Journal du voyage fait a la Mer du Sud, avec les filibustiers de l'Amerique en 1684 & années suivantes.
Paris, Jean Baptise Coignard, 1689. 12mo. With a woodcut vignette on the title page, 2 decorated woodcut initials, 2 woodcut headpieces, 3 headpieces built up from typographical materials, and 2 woodcut tailpieces.
Contemporary gold tooled mottled brown calf. [16], 448, [3], [1 blank] pp.
€ 5,000
First edition of a highly entertaining work on buccaneers. This account of the author's two years of buccaneering (1684-86) in the West Indies and the Pacific coast between Guatemala and Chile, presents both the romantic and bleak sides of pirate life. The work includes interesting details of the countries visited, as well as the habits of the local people. These detailed descriptions make the present work one of the best buccaneer travel accounts of its time.

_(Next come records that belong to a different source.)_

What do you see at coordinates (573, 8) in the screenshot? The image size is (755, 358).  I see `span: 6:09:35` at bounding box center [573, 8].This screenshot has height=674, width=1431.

Raveneau de Lussan (ca. 1663-?) was born into a wealthy French family, but sailed to Santo Domingo in 1679 to serve as an indentured servant. Apparently money was tight, because in 1684 he became a buccaneer in order to obtain money to pay back his creditors. He sailed first with Laurens de Graff (1653-1704), but joined different bands of pirates when his fortune did not come fast enough. Together with the pirates of François Grognier (d. 1687) and Pierre le Picard (1624-ca. 1689) he captured Granada in Nicaragua and Guayaquil in Ecuador, before returning to France in 1689.

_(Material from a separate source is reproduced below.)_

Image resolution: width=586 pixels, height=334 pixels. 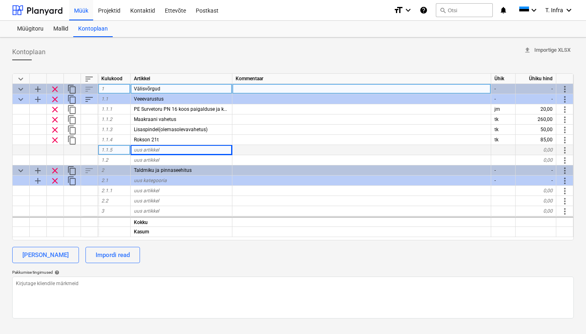 What do you see at coordinates (107, 109) in the screenshot?
I see `span: 1.1.1` at bounding box center [107, 109].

De Lussan was a man of principle, as he attended mass before a looting, and would not allow his crew to molest priest and nuns or rob churches. The present work is his only work. It was often added to Histoire des avanturiers as a third volume, as is the case here, because the two works have been bound in near-identical bindings. De Lussan's text is the only account of the pirate groups under the command of Grognier and Le Picard, and is said to have been used by Daniel Defoe as a source for the adventures of Robinson Crusoe.
The boards are slightly rubbed. The work is somewhat browned throughout, with some leaves affected more than others. Otherwise in good condition. Alden-Landis IV 689/152; Cox II, p. 270; Howgego I, p. 654; Maggs, Bibl. Nautica 615; Sabin 67983; USTC 6124746 (1 copy); cf. cat. NHSM, vol. II, p. 877 (other ed.); Leclerc 487 (other ed.).